Wednesday, January 28, 2009

conversations

so what do you teach? the girl sitting beside me at the teacher in-service asked.
kindergarten and first grade special ed, i replied, with my 'isn't my job wonderful' voice reserved for those who teach the upper grades and assume teaching kindergarten is all roses and rainbows. the teacher i was talking to taught middle school.

the girl on the other side of me snorted with laughter. 'yeah, isn't that the best?' she replied. 'ah, the temper tantrums, the unreasonableness of a five year old with special needs, the fact that while you know you're doing the right thing everyone in the building assumes you can't control your children? the physical exhaustion, the dread of having to walk children into the hallway? the eyes of your coworkers, nicely suggesting 'just be more structured' and you want to stuff their suggestion up their rear ends?'

the middle school teacher looked horrified.

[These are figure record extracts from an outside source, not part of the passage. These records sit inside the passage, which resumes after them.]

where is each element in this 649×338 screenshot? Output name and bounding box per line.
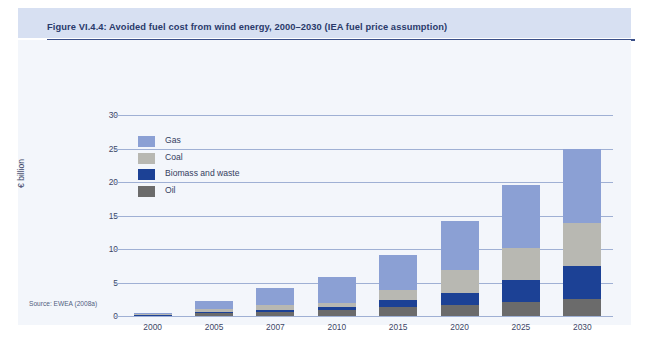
figure-title: Figure VI.4.4: Avoided fuel cost from wi… xyxy=(47,22,447,32)
bar-segment-biomass-and-waste[interactable] xyxy=(256,310,294,312)
figure-container: Figure VI.4.4: Avoided fuel cost from wi… xyxy=(0,0,649,338)
x-tick-label-2015: 2015 xyxy=(368,322,428,332)
bar-2010[interactable] xyxy=(318,277,356,316)
bar-segment-coal[interactable] xyxy=(318,303,356,308)
bar-2000[interactable] xyxy=(134,313,172,316)
x-tick-label-2010: 2010 xyxy=(307,322,367,332)
bar-segment-oil[interactable] xyxy=(502,302,540,316)
y-tick-mark xyxy=(114,316,122,317)
source-note: Source: EWEA (2008a) xyxy=(29,300,97,307)
bar-segment-gas[interactable] xyxy=(318,277,356,302)
chart-panel: € billion 051015202530 20002005200720102… xyxy=(18,40,631,325)
legend-label: Coal xyxy=(165,152,183,162)
bar-2015[interactable] xyxy=(379,255,417,316)
bar-segment-oil[interactable] xyxy=(318,310,356,316)
bar-segment-oil[interactable] xyxy=(441,305,479,316)
y-tick-mark xyxy=(114,216,122,217)
title-banner: Figure VI.4.4: Avoided fuel cost from wi… xyxy=(18,8,631,38)
legend-swatch-icon xyxy=(138,169,155,180)
bar-segment-biomass-and-waste[interactable] xyxy=(379,300,417,307)
gridline xyxy=(122,115,613,116)
x-tick-label-2000: 2000 xyxy=(123,322,183,332)
gridline xyxy=(122,182,613,183)
bar-segment-gas[interactable] xyxy=(441,221,479,270)
bar-segment-coal[interactable] xyxy=(256,305,294,310)
bar-segment-gas[interactable] xyxy=(195,301,233,308)
x-tick-label-2020: 2020 xyxy=(430,322,490,332)
x-tick-label-2005: 2005 xyxy=(184,322,244,332)
gridline xyxy=(122,149,613,150)
bar-2020[interactable] xyxy=(441,221,479,316)
x-tick-label-2007: 2007 xyxy=(245,322,305,332)
legend-label: Oil xyxy=(165,185,176,195)
bar-2030[interactable] xyxy=(563,149,601,317)
bar-segment-gas[interactable] xyxy=(379,255,417,290)
bar-segment-coal[interactable] xyxy=(563,223,601,266)
bar-segment-oil[interactable] xyxy=(256,312,294,316)
plot-area: 20002005200720102015202020252030 xyxy=(122,115,613,316)
bar-segment-coal[interactable] xyxy=(195,309,233,312)
x-tick-label-2030: 2030 xyxy=(552,322,612,332)
bar-segment-coal[interactable] xyxy=(379,290,417,300)
y-tick-mark xyxy=(114,115,122,116)
bar-segment-gas[interactable] xyxy=(563,149,601,223)
bar-segment-biomass-and-waste[interactable] xyxy=(502,280,540,302)
bar-2025[interactable] xyxy=(502,185,540,316)
legend-swatch-icon xyxy=(138,136,155,147)
legend-swatch-icon xyxy=(138,186,155,197)
bar-2007[interactable] xyxy=(256,288,294,316)
bar-segment-biomass-and-waste[interactable] xyxy=(563,266,601,299)
y-tick-mark xyxy=(114,249,122,250)
bar-segment-biomass-and-waste[interactable] xyxy=(195,312,233,313)
y-tick-mark xyxy=(114,182,122,183)
bar-segment-gas[interactable] xyxy=(502,185,540,247)
bar-segment-coal[interactable] xyxy=(134,314,172,315)
y-tick-mark xyxy=(114,149,122,150)
bar-segment-biomass-and-waste[interactable] xyxy=(318,307,356,310)
bar-segment-oil[interactable] xyxy=(195,313,233,316)
bar-segment-oil[interactable] xyxy=(379,307,417,316)
bar-segment-oil[interactable] xyxy=(563,299,601,316)
bar-segment-gas[interactable] xyxy=(134,313,172,314)
bar-segment-coal[interactable] xyxy=(502,248,540,280)
legend-swatch-icon xyxy=(138,153,155,164)
y-axis-title: € billion xyxy=(16,159,26,188)
legend-label: Gas xyxy=(165,135,181,145)
x-axis-baseline xyxy=(122,316,613,317)
y-tick-mark xyxy=(114,283,122,284)
bar-segment-oil[interactable] xyxy=(134,315,172,316)
bar-2005[interactable] xyxy=(195,301,233,316)
bar-segment-gas[interactable] xyxy=(256,288,294,305)
legend-label: Biomass and waste xyxy=(165,168,240,178)
x-tick-label-2025: 2025 xyxy=(491,322,551,332)
bar-segment-coal[interactable] xyxy=(441,270,479,293)
bar-segment-biomass-and-waste[interactable] xyxy=(441,293,479,306)
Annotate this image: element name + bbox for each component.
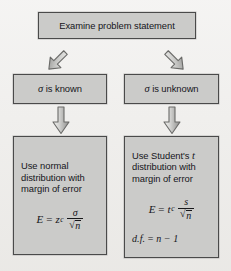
arrow-down-left-icon <box>51 106 71 135</box>
arrow-down-right-diagonal-icon <box>160 46 190 76</box>
formula-fraction: s √ n <box>178 197 194 220</box>
radicand: n <box>186 210 193 221</box>
description-line-2: distribution with <box>132 161 218 173</box>
t-symbol: t <box>192 150 195 161</box>
description-line-3: margin of error <box>132 173 218 185</box>
formula-margin-of-error-t: E = tc s √ n <box>125 197 218 220</box>
node-label-text: is known <box>43 83 82 94</box>
description-line-2: distribution with <box>21 172 106 184</box>
df-label: d.f. <box>132 233 145 244</box>
node-description: Use Student's t distribution with margin… <box>125 150 218 185</box>
square-root: √ n <box>69 220 81 231</box>
description-line-1: Use Student's t <box>132 150 218 162</box>
formula-equals: = <box>45 213 53 225</box>
formula-coefficient-subscript: c <box>171 204 174 213</box>
fraction-numerator: σ <box>71 208 80 219</box>
formula-margin-of-error-z: E = zc σ √ n <box>14 208 106 231</box>
node-examine-problem-statement: Examine problem statement <box>38 12 196 39</box>
description-line-1-prefix: Use Student's <box>132 150 192 161</box>
df-equals: = <box>145 233 156 244</box>
df-expression: n − 1 <box>156 233 178 244</box>
formula-equals: = <box>158 203 166 215</box>
formula-fraction: σ √ n <box>67 208 83 231</box>
fraction-denominator: √ n <box>178 208 194 221</box>
radicand: n <box>75 220 82 231</box>
node-sigma-is-known: σ is known <box>13 74 107 104</box>
formula-coefficient: z <box>55 213 59 225</box>
node-description: Use normal distribution with margin of e… <box>14 160 106 195</box>
arrow-down-left-diagonal-icon <box>42 46 72 76</box>
node-use-student-t-distribution: Use Student's t distribution with margin… <box>124 136 219 258</box>
degrees-of-freedom: d.f. = n − 1 <box>125 233 218 244</box>
node-use-normal-distribution: Use normal distribution with margin of e… <box>13 136 107 255</box>
node-label: σ is unknown <box>125 83 218 95</box>
description-line-3: margin of error <box>21 183 106 195</box>
fraction-denominator: √ n <box>67 218 83 231</box>
fraction-numerator: s <box>182 197 190 208</box>
node-sigma-is-unknown: σ is unknown <box>124 74 219 104</box>
formula-lhs: E <box>37 213 44 225</box>
node-label: σ is known <box>14 83 106 95</box>
arrow-down-right-icon <box>162 106 182 135</box>
formula-lhs: E <box>149 203 156 215</box>
square-root: √ n <box>180 209 192 220</box>
formula-coefficient-subscript: c <box>60 215 63 224</box>
node-label-text: is unknown <box>150 83 199 94</box>
node-label: Examine problem statement <box>39 20 195 32</box>
description-line-1: Use normal <box>21 160 106 172</box>
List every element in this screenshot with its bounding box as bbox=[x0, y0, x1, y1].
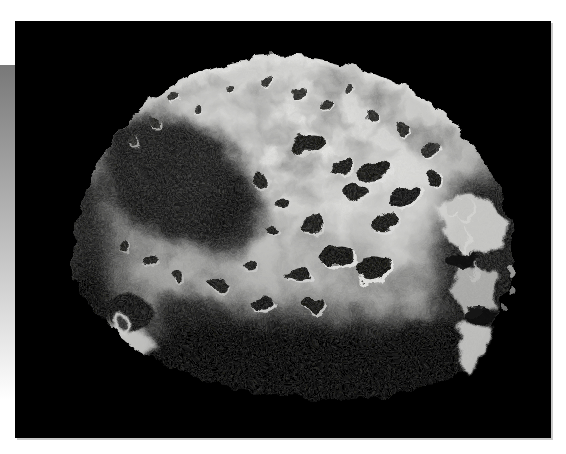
photo-frame bbox=[15, 21, 551, 438]
gradient-strip bbox=[0, 65, 15, 400]
gradient-strip-graphic bbox=[0, 65, 15, 400]
gradient-strip-rect bbox=[0, 65, 15, 400]
page-background bbox=[0, 0, 566, 454]
moon-photo bbox=[15, 21, 551, 438]
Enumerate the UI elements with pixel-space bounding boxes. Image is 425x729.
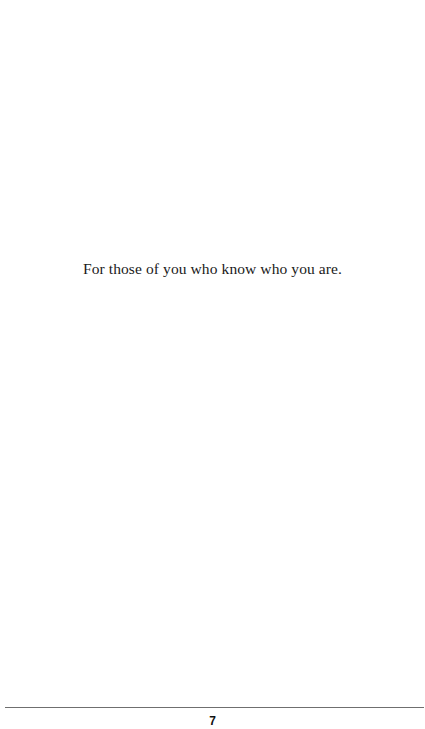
footer-divider xyxy=(5,707,424,708)
dedication-text: For those of you who know who you are. xyxy=(0,258,425,280)
page-number: 7 xyxy=(0,714,425,728)
book-page: For those of you who know who you are. 7 xyxy=(0,0,425,729)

'i use to teach kindergarten, now i'm in second grade' the teacher smiled. 'but i remember, all too well'.

yeah, i laughed, that about sums it up.

it's always nice to hear someone else describe your job that way. to be reminded that i'm not crazy, there are others out there, getting those same 'what's wrong with you?' looks, the same 'you should...' suggestions from those who don't know...

thank you stranger for reminding me i'm not alone.

3 comments:

Anonymous said...

There is not enough money in the world to convince me to teach kindergarten. If the choice was between that and NO job, living in a box under an overpass, you'd probably find me in a box. I love them individually, and for about half an hour for library time--but 20 little people all day? And the pressure of being their first exposure to school? uh-uh. I love reading your stories, and I am thrilled there are people like you out there! I have so much respect for our K teacher--they've all been teaching K longer than I've been in this world.

M said...

Chin up kid, it's worse when you are the parent and you have kidless couples judging you at a book store. All you can do is throw the kid over you shoulder and saunter out like it's perfectly natural. I have nothing but respect, because I know you are doing the right thing. Hard as it may be.

organized chaos said...

M,
Thank you! You are so right- being a special ed teacher in a school is entirely different than being a parent out in public. We have a signifigant amount of children with autism at my church, and we are always looking at ways to help the other families understand the needs of our friends with autism during worship. It's so easy for them to judge when they don't understand.
I am fascinated by your blog. It's incredible. When did you begin it? What a great way to keep in touch and on the same page.